Page 163 of The Emperor's Wolves

Page List
Font Size:

Ybelline rose. “An’Tellarus, Elluvian,” she said, “I must ask you to withdraw. There are things to be said here that are caste court business.”

“Ours or yours?” An’Tellarus asked, in grim amusement.

“Mine.”

An’Tellarus raised a brow. “Child,” she said, her voice honeyed, “that is not the way you show gratitude.”

“No,” Ybelline agreed. “And I am grateful for your escort. But the gratitude and obligation will fall upon An’Sennarin’s shoulders; you will not seek me or my kin in the immediate future. It was for his sake that you agreed, not mine or my people’s. It is for my people’s sake that I am here.”

“Very well,” An’Tellarus replied. She turned and walked out of the sunlight, pausing only once to glance over her shoulder at Elluvian, whose hesitation was marked, and longer. Caught between his duties as a Wolf and An’Tellarus’s silent command, he chose to navigate the danger that was immediately in front of him. He followed.

“He is not wrong,” An’Sennarin said, when they were gone for some five minutes. “The dates could mean many things. My rise to power.”

“The death of the previous lord and his heir,” Ybelline said. Her eyes were now hazel, but flecks of green were emerging. It was the manner of the deaths that had struck Severn. Clearly they had struck Ybelline in exactly the same way.

“Did you know Tessa?” the Barrani Lord asked. It was not the question Severn had been expecting; it was one of the possibilities Ybelline had been prepared for, given her lack of visible reaction.

“She was dead before I was six years of age.” The words were flat, neutral. Her eyes were fixed to his face, as if vision could give her, momentarily, what she could not retrieve without physical contact. “You knew her.”

He nodded and began to fidget. “I was not the heir designate when I came to the High Halls.”

“No.”

“I was not a Lord of this court before I arrived.”

“You arrived, I assume, to take that test?”

He nodded. “I came from the West. The politics of the High Court are...different.”

“More deadly?”

He grimaced. “Differently deadly. I had been summoned to court by An’Sennarin, from an insignificant branch family in the West March.”

“Why?”

An’Sennarin was quiet, but not still; he opened his mouth, closed it, opened it again, in a sequence that implied he was searching for words and failing to find the ones he wanted.

Ybelline waited.

“You are perhaps not aware of how Barrani society is structured.”

“No.”

“We are not like your kin. From the moment we are born there are words we must not speak. Words we must not hear.”

She nodded.

“The West March is less formal than the High Halls; it does not exist in the shadow of a Dragon. The Eternal Emperor’s reach does not encompass the West March; we are not part of his hoard. The rigid formality of the High Halls is necessary—or so I’ve been told—because wedolive in the shadow of a Dragon. We live at the foot of his throne.

“There are tests given us when we are young.”

Severn’s eyes left Ybelline. He was not afraid that An’Sennarin would harm her.

“I did well in those tests. Remarkably well, considering the significance of my parents and siblings. My parents were proud.” The words were laced with bitterness. “My siblings hated it. I survived that displeasure because I was never officially made heir. I was much younger than either my brother or sister. Too young to make the journey to Elantra.

“But not too young to be commanded to make it. You cannot imagine what your city looked like to my eyes. The streets are crowded, smelly, oft hot; there are too few trees and the buildings are made primarily of stone or dead wood. I was considered lucky, even exalted—I was given a room within the High Halls themselves by An’Sennarin.

“He did not otherwise condescend to speak with me; he arranged the time and the hour for the Test of Name. I would not, of course, be of use or value to him because my potential could not be properly exploited were I not a Lord.” He spoke bitter words in an entirely pragmatic way.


EXERCISE OBJECTIVE: If pictures are present, leave them out, and copy the data word for word.

===== STUDY MATERIAL =====

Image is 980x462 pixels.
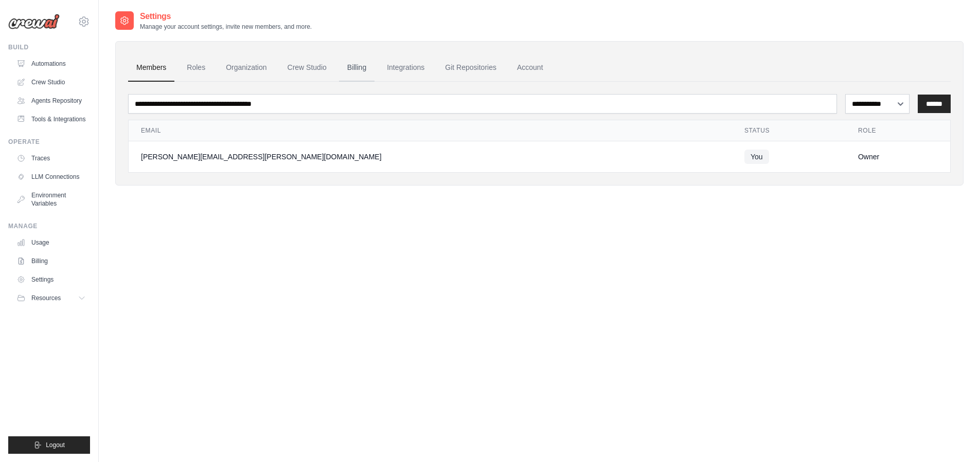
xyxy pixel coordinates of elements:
[179,54,213,82] a: Roles
[732,121,846,141] th: Status
[509,54,552,82] a: Account
[8,138,90,146] div: Operate
[128,54,174,82] a: Members
[437,54,505,82] a: Git Repositories
[8,436,90,454] button: Logout
[141,152,720,162] div: [PERSON_NAME][EMAIL_ADDRESS][PERSON_NAME][DOMAIN_NAME]
[140,22,312,31] p: Manage your account settings, invite new members, and more.
[8,43,90,52] div: Build
[13,56,90,72] a: Automations
[13,187,90,212] a: Environment Variables
[13,253,90,270] a: Billing
[13,111,90,128] a: Tools & Integrations
[128,121,732,141] th: Email
[846,121,951,141] th: Role
[140,10,312,22] h2: Settings
[13,74,90,91] a: Crew Studio
[280,54,335,82] a: Crew Studio
[13,290,90,307] button: Resources
[745,150,769,164] span: You
[13,234,90,251] a: Usage
[13,150,90,167] a: Traces
[13,169,90,185] a: LLM Connections
[13,272,90,288] a: Settings
[218,54,275,82] a: Organization
[379,54,432,82] a: Integrations
[13,93,90,109] a: Agents Repository
[8,222,90,231] div: Manage
[859,152,938,162] div: Owner
[8,14,60,29] img: Logo
[339,54,375,82] a: Billing
[46,441,65,449] span: Logout
[31,294,61,302] span: Resources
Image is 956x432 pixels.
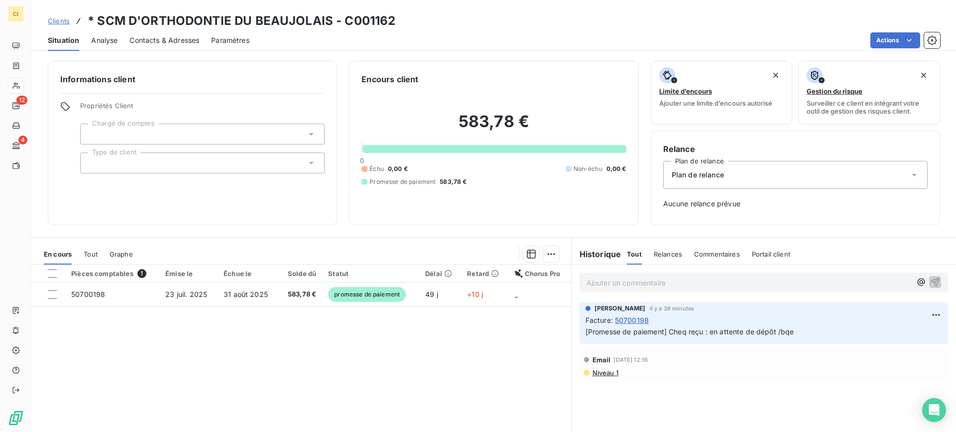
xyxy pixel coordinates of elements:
[224,290,268,298] span: 31 août 2025
[110,250,133,258] span: Graphe
[627,250,642,258] span: Tout
[425,290,438,298] span: 49 j
[71,269,153,278] div: Pièces comptables
[48,35,79,45] span: Situation
[922,398,946,422] div: Open Intercom Messenger
[328,287,406,302] span: promesse de paiement
[871,32,920,48] button: Actions
[607,164,627,173] span: 0,00 €
[80,102,325,116] span: Propriétés Client
[425,269,455,277] div: Délai
[84,250,98,258] span: Tout
[48,16,70,26] a: Clients
[672,170,724,180] span: Plan de relance
[615,315,649,325] span: 50700198
[165,269,212,277] div: Émise le
[614,357,648,363] span: [DATE] 12:16
[89,129,97,138] input: Ajouter une valeur
[752,250,790,258] span: Portail client
[8,6,24,22] div: CI
[362,112,626,141] h2: 583,78 €
[515,290,518,298] span: _
[650,305,695,311] span: il y a 36 minutes
[370,177,436,186] span: Promesse de paiement
[663,143,928,155] h6: Relance
[807,99,932,115] span: Surveiller ce client en intégrant votre outil de gestion des risques client.
[129,35,199,45] span: Contacts & Adresses
[467,290,483,298] span: +10 j
[592,369,619,377] span: Niveau 1
[60,73,325,85] h6: Informations client
[137,269,146,278] span: 1
[440,177,467,186] span: 583,78 €
[515,269,565,277] div: Chorus Pro
[88,12,395,30] h3: * SCM D'ORTHODONTIE DU BEAUJOLAIS - C001162
[593,356,611,364] span: Email
[659,99,772,107] span: Ajouter une limite d’encours autorisé
[798,61,940,125] button: Gestion du risqueSurveiller ce client en intégrant votre outil de gestion des risques client.
[89,158,97,167] input: Ajouter une valeur
[284,269,316,277] div: Solde dû
[370,164,384,173] span: Échu
[284,289,316,299] span: 583,78 €
[572,248,622,260] h6: Historique
[211,35,250,45] span: Paramètres
[48,17,70,25] span: Clients
[165,290,207,298] span: 23 juil. 2025
[91,35,118,45] span: Analyse
[574,164,603,173] span: Non-échu
[16,96,27,105] span: 12
[71,290,105,298] span: 50700198
[651,61,793,125] button: Limite d’encoursAjouter une limite d’encours autorisé
[659,87,712,95] span: Limite d’encours
[654,250,682,258] span: Relances
[663,199,928,209] span: Aucune relance prévue
[595,304,646,313] span: [PERSON_NAME]
[388,164,408,173] span: 0,00 €
[360,156,364,164] span: 0
[586,315,613,325] span: Facture :
[362,73,418,85] h6: Encours client
[467,269,503,277] div: Retard
[807,87,863,95] span: Gestion du risque
[8,410,24,426] img: Logo LeanPay
[224,269,272,277] div: Échue le
[586,327,794,336] span: [Promesse de paiement] Cheq reçu : en attente de dépôt /bqe
[18,135,27,144] span: 4
[328,269,413,277] div: Statut
[44,250,72,258] span: En cours
[694,250,740,258] span: Commentaires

=====

REPLY TO THE EXERCISE:
Image is 980x462 pixels.
xyxy pixel coordinates of elements:
[179,54,213,82] a: Roles
[732,121,846,141] th: Status
[509,54,552,82] a: Account
[8,138,90,146] div: Operate
[128,54,174,82] a: Members
[437,54,505,82] a: Git Repositories
[8,436,90,454] button: Logout
[141,152,720,162] div: [PERSON_NAME][EMAIL_ADDRESS][PERSON_NAME][DOMAIN_NAME]
[140,22,312,31] p: Manage your account settings, invite new members, and more.
[8,43,90,52] div: Build
[13,56,90,72] a: Automations
[13,187,90,212] a: Environment Variables
[13,253,90,270] a: Billing
[13,111,90,128] a: Tools & Integrations
[128,121,732,141] th: Email
[846,121,951,141] th: Role
[140,10,312,22] h2: Settings
[13,74,90,91] a: Crew Studio
[280,54,335,82] a: Crew Studio
[13,290,90,307] button: Resources
[745,150,769,164] span: You
[13,234,90,251] a: Usage
[13,150,90,167] a: Traces
[13,169,90,185] a: LLM Connections
[13,272,90,288] a: Settings
[218,54,275,82] a: Organization
[379,54,432,82] a: Integrations
[13,93,90,109] a: Agents Repository
[8,222,90,231] div: Manage
[859,152,938,162] div: Owner
[8,14,60,29] img: Logo
[339,54,375,82] a: Billing
[46,441,65,449] span: Logout
[31,294,61,302] span: Resources
Image is 956x432 pixels.
xyxy pixel coordinates of elements:
[224,290,268,298] span: 31 août 2025
[110,250,133,258] span: Graphe
[627,250,642,258] span: Tout
[425,290,438,298] span: 49 j
[71,269,153,278] div: Pièces comptables
[48,35,79,45] span: Situation
[922,398,946,422] div: Open Intercom Messenger
[328,287,406,302] span: promesse de paiement
[871,32,920,48] button: Actions
[607,164,627,173] span: 0,00 €
[80,102,325,116] span: Propriétés Client
[425,269,455,277] div: Délai
[84,250,98,258] span: Tout
[48,16,70,26] a: Clients
[672,170,724,180] span: Plan de relance
[615,315,649,325] span: 50700198
[165,269,212,277] div: Émise le
[614,357,648,363] span: [DATE] 12:16
[89,129,97,138] input: Ajouter une valeur
[752,250,790,258] span: Portail client
[8,6,24,22] div: CI
[362,112,626,141] h2: 583,78 €
[515,290,518,298] span: _
[650,305,695,311] span: il y a 36 minutes
[370,177,436,186] span: Promesse de paiement
[663,143,928,155] h6: Relance
[807,99,932,115] span: Surveiller ce client en intégrant votre outil de gestion des risques client.
[129,35,199,45] span: Contacts & Adresses
[467,290,483,298] span: +10 j
[592,369,619,377] span: Niveau 1
[60,73,325,85] h6: Informations client
[137,269,146,278] span: 1
[440,177,467,186] span: 583,78 €
[515,269,565,277] div: Chorus Pro
[88,12,395,30] h3: * SCM D'ORTHODONTIE DU BEAUJOLAIS - C001162
[593,356,611,364] span: Email
[659,99,772,107] span: Ajouter une limite d’encours autorisé
[798,61,940,125] button: Gestion du risqueSurveiller ce client en intégrant votre outil de gestion des risques client.
[89,158,97,167] input: Ajouter une valeur
[284,269,316,277] div: Solde dû
[370,164,384,173] span: Échu
[284,289,316,299] span: 583,78 €
[572,248,622,260] h6: Historique
[211,35,250,45] span: Paramètres
[48,17,70,25] span: Clients
[165,290,207,298] span: 23 juil. 2025
[91,35,118,45] span: Analyse
[574,164,603,173] span: Non-échu
[16,96,27,105] span: 12
[71,290,105,298] span: 50700198
[651,61,793,125] button: Limite d’encoursAjouter une limite d’encours autorisé
[659,87,712,95] span: Limite d’encours
[654,250,682,258] span: Relances
[663,199,928,209] span: Aucune relance prévue
[595,304,646,313] span: [PERSON_NAME]
[388,164,408,173] span: 0,00 €
[360,156,364,164] span: 0
[586,315,613,325] span: Facture :
[362,73,418,85] h6: Encours client
[467,269,503,277] div: Retard
[807,87,863,95] span: Gestion du risque
[8,410,24,426] img: Logo LeanPay
[224,269,272,277] div: Échue le
[586,327,794,336] span: [Promesse de paiement] Cheq reçu : en attente de dépôt /bqe
[18,135,27,144] span: 4
[328,269,413,277] div: Statut
[44,250,72,258] span: En cours
[694,250,740,258] span: Commentaires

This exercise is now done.